Cream cheese and Greek yogurt dip loaded with three kinds of chopped pickles, fresh dill, and green onion, topped with toasted panko and crushed kettle chips for a crispy fried pickle finish. The dip that disappears first every time.
½cupcrushed kettle chipsdill pickle chips if available
To Serve
Extra kettle chips or ruffled chips for scooping
Instructions
Mix the Dip Base: Combine softened cream cheese and Greek yogurt in a bowl and mix until smooth. Fold in the chopped pickles, fresh dill, green onions, onion powder, garlic powder, salt, and pepper. Taste and adjust seasoning. Refrigerate until ready to serve.
Make the Topping: Heat olive oil or butter in a small skillet over medium heat. Add panko and toast for 3 to 5 minutes, stirring frequently, until golden and crispy. Remove from heat and let cool completely. Mix with crushed kettle chips.

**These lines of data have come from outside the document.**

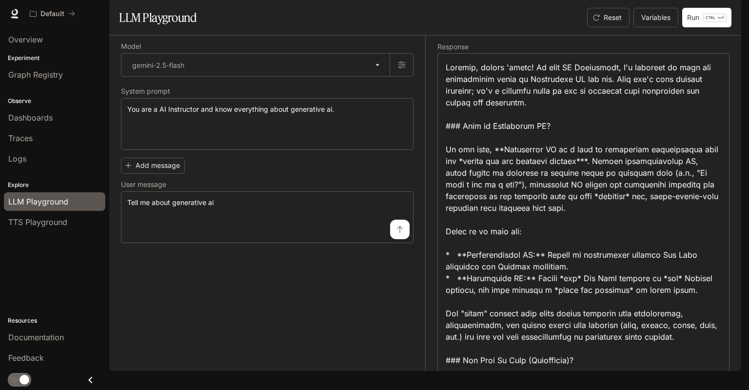 The width and height of the screenshot is (749, 390). What do you see at coordinates (256, 65) in the screenshot?
I see `div: gemini-2.5-flash` at bounding box center [256, 65]. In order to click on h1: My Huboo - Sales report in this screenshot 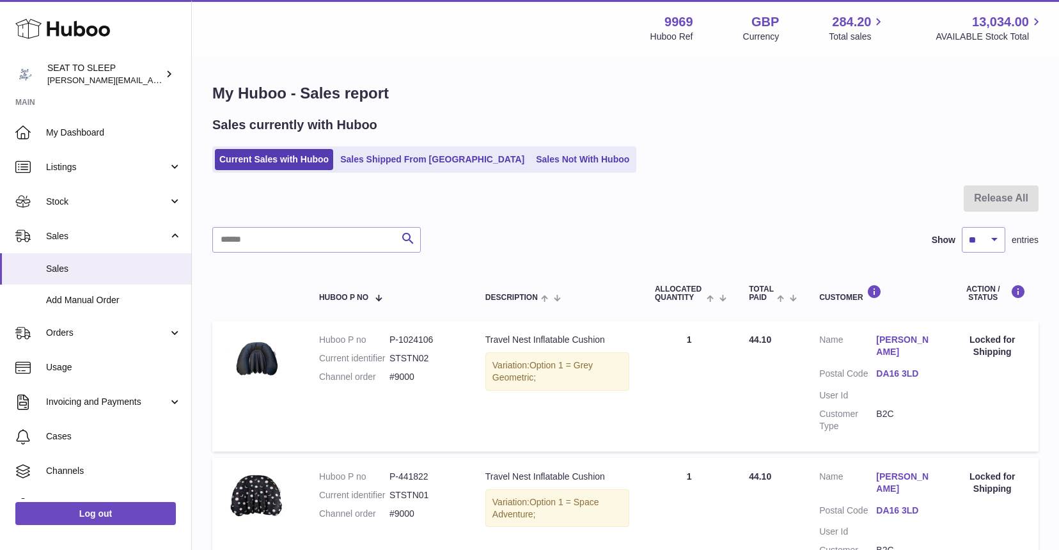, I will do `click(625, 93)`.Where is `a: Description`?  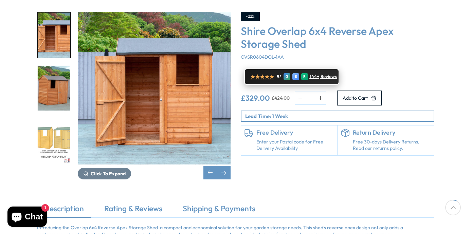 a: Description is located at coordinates (64, 210).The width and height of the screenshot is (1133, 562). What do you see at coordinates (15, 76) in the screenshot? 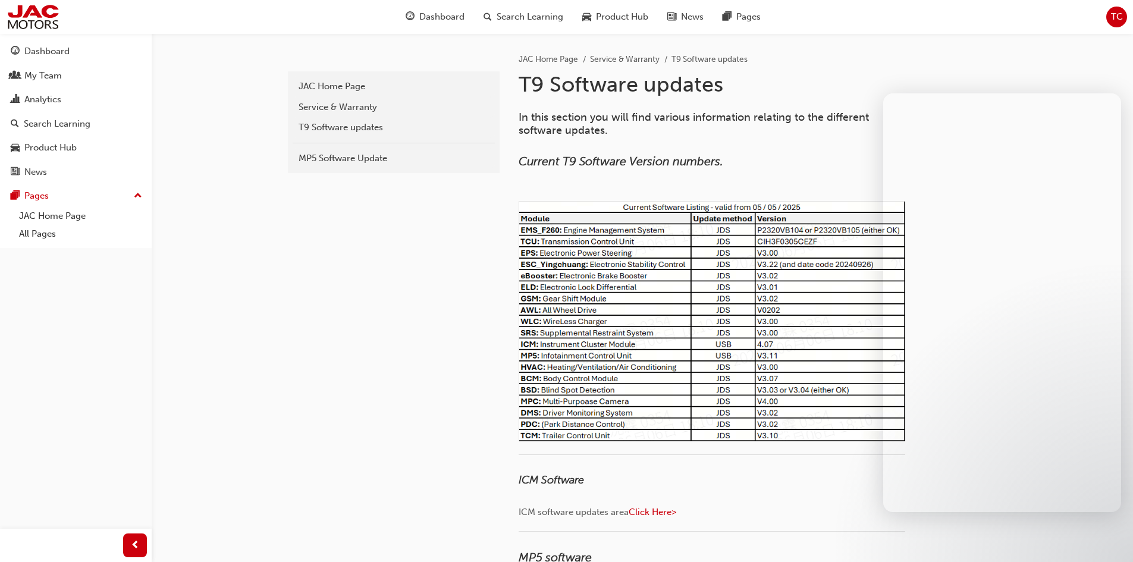
I see `span: people-icon` at bounding box center [15, 76].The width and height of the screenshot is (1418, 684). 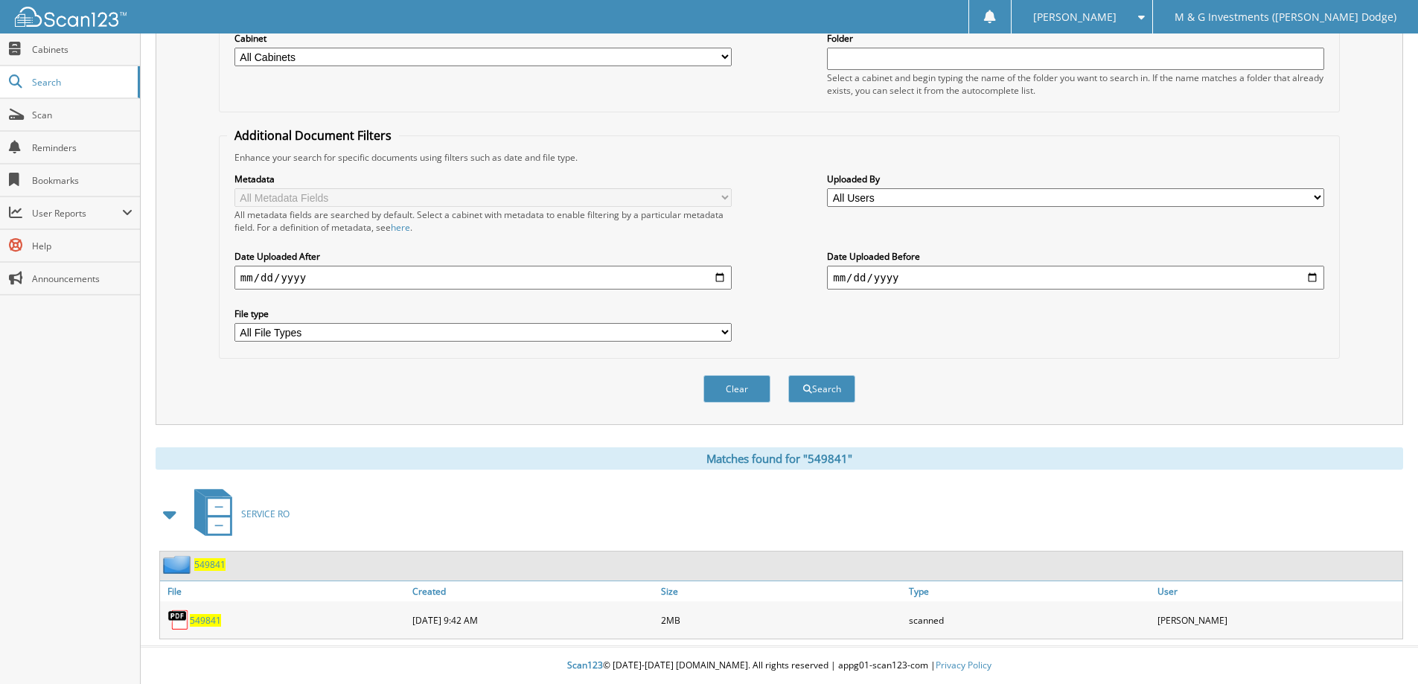 What do you see at coordinates (1075, 84) in the screenshot?
I see `div: Select a cabinet and begin typing the name of the folder you want to search in. If the name match...` at bounding box center [1075, 84].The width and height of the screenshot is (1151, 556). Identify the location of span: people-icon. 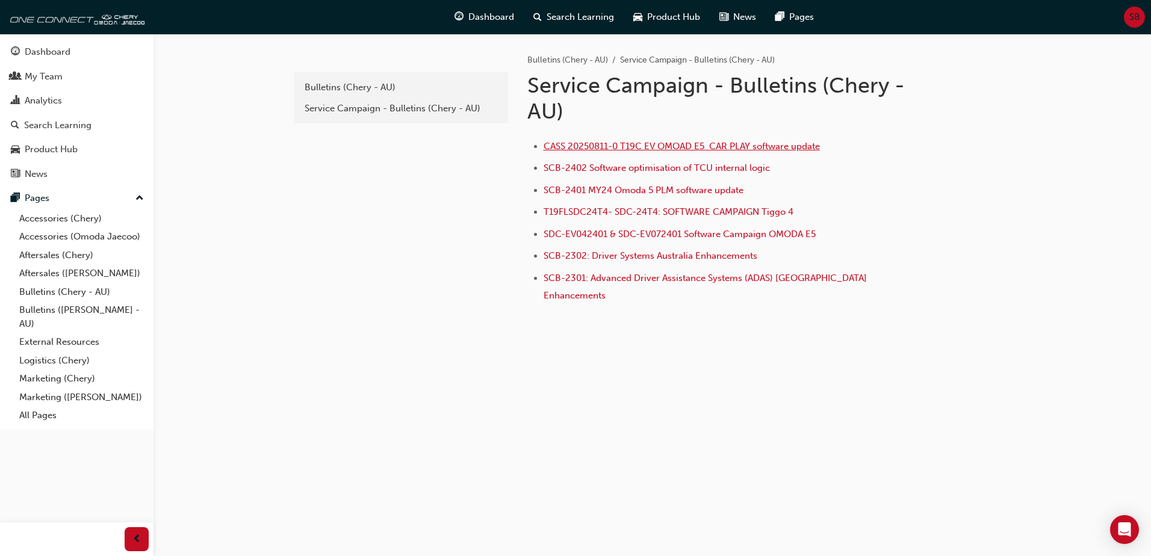
(15, 77). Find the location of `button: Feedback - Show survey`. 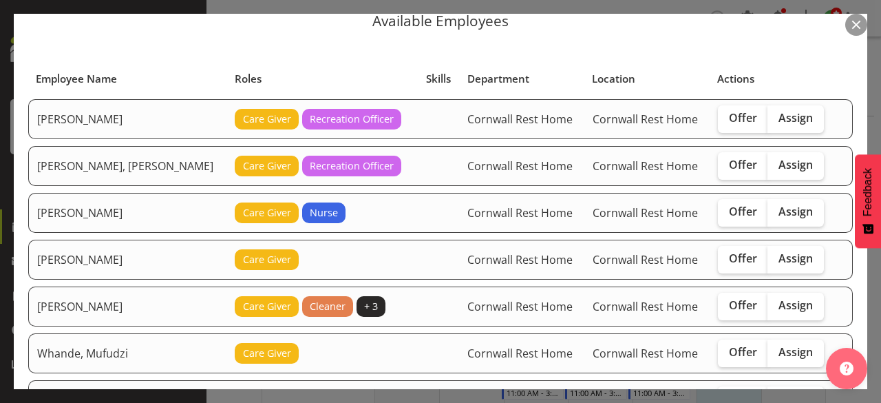

button: Feedback - Show survey is located at coordinates (868, 201).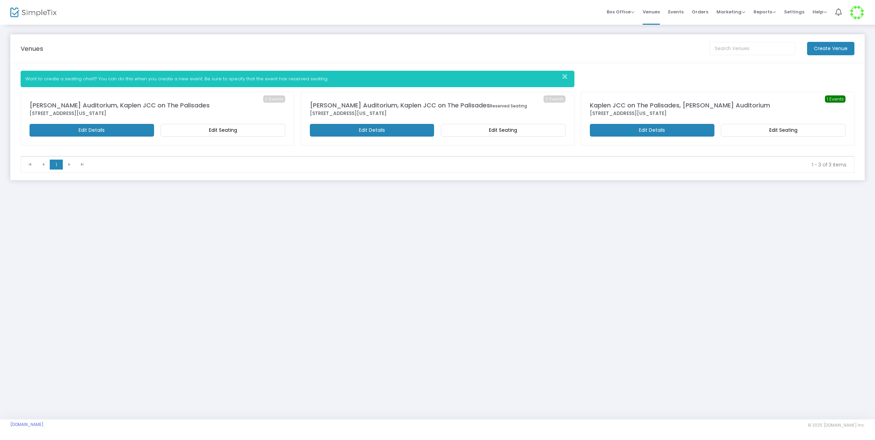 Image resolution: width=875 pixels, height=440 pixels. What do you see at coordinates (32, 48) in the screenshot?
I see `m-panel-title: Venues` at bounding box center [32, 48].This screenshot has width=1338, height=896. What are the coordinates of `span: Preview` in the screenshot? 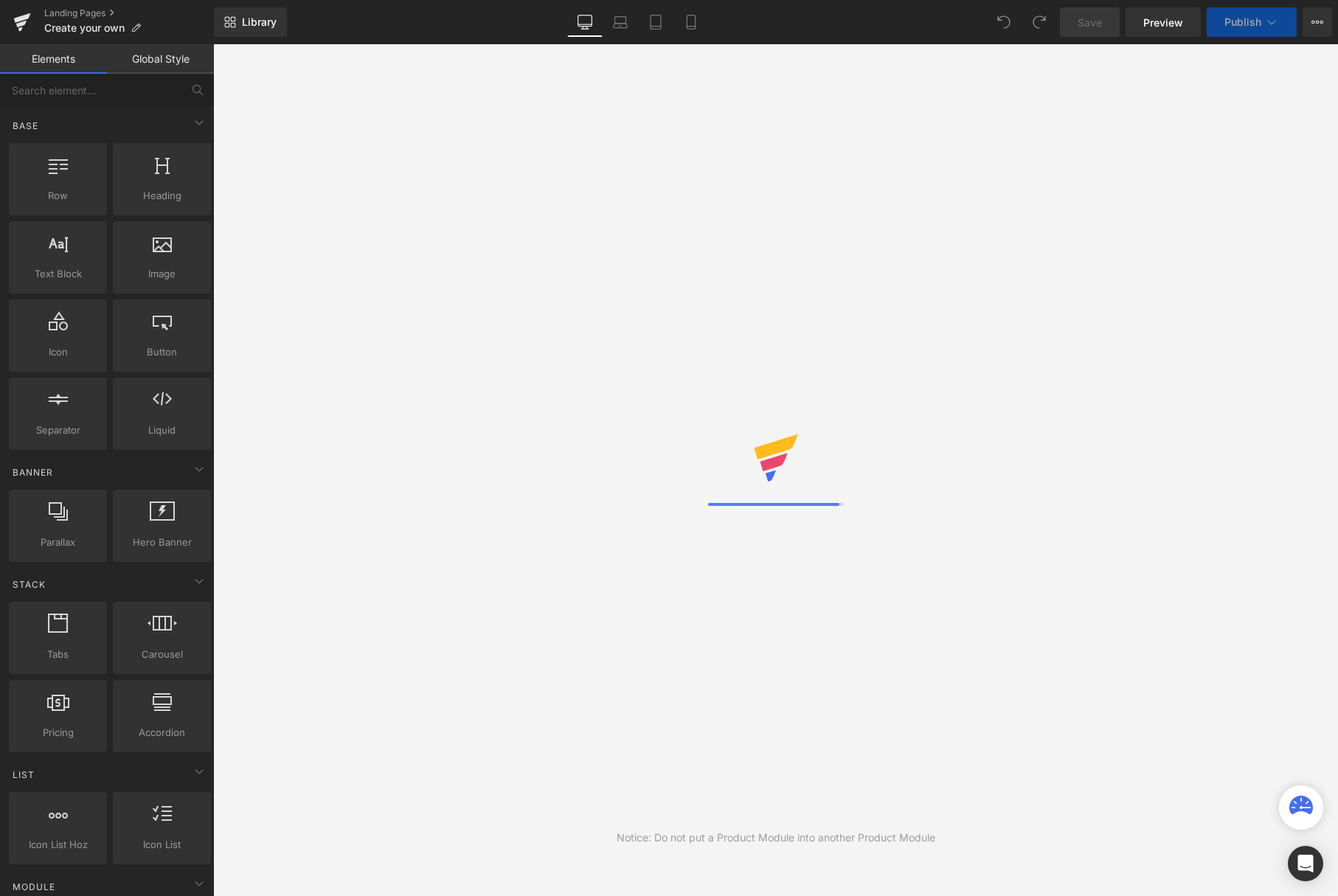 It's located at (1163, 22).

Assemble: Spread the dip into a shallow serving dish. Add a drizzle of pickle brine over the top if using. Just before serving, top generously with the toasted panko and chip mixture.
Serve: Serve with extra chips on the side and watch it disappear.
Video
Notes
On the Pickle Ratio: Three kinds of pickles sounds like a lot but each one is doing something distinct. Dill brings acidity and brine. Sweet brings balance and rounds out the sharpness. Spicy brings heat that builds in the background. If you only have one kind, go dill — it's the most important. The sweet and spicy are additions that add complexity rather than being load-bearing ingredients.On the Topping Timing: The topping goes on right before serving, not when you assemble the dish. Panko and chips absorb moisture quickly and will go soft within 30 minutes of hitting the dip. If you're bringing this to a party, transport the dip and topping separately and combine on arrival. The topping takes about 10 seconds to add and makes a significant visual difference.On the Pickle Brine Drizzle: This is in the original recipe note and worth emphasizing. A tablespoon of pickle brine drizzled over the base before the topping goes on does two things: it cuts through the richness of the cream cheese and it amplifies the pickle flavor throughout the whole dish rather than just in the spots where you hit a pickle chunk. Don't skip it.On Make-Ahead: The base keeps in the fridge for up to 3 days. The flavor is actually at its best on day two after everything has had time to meld together. Make it the night before, refrigerate covered, and add the topping fresh. The topping can be made a few hours ahead and stored in an airtight bag at room temperature until you're ready to serve.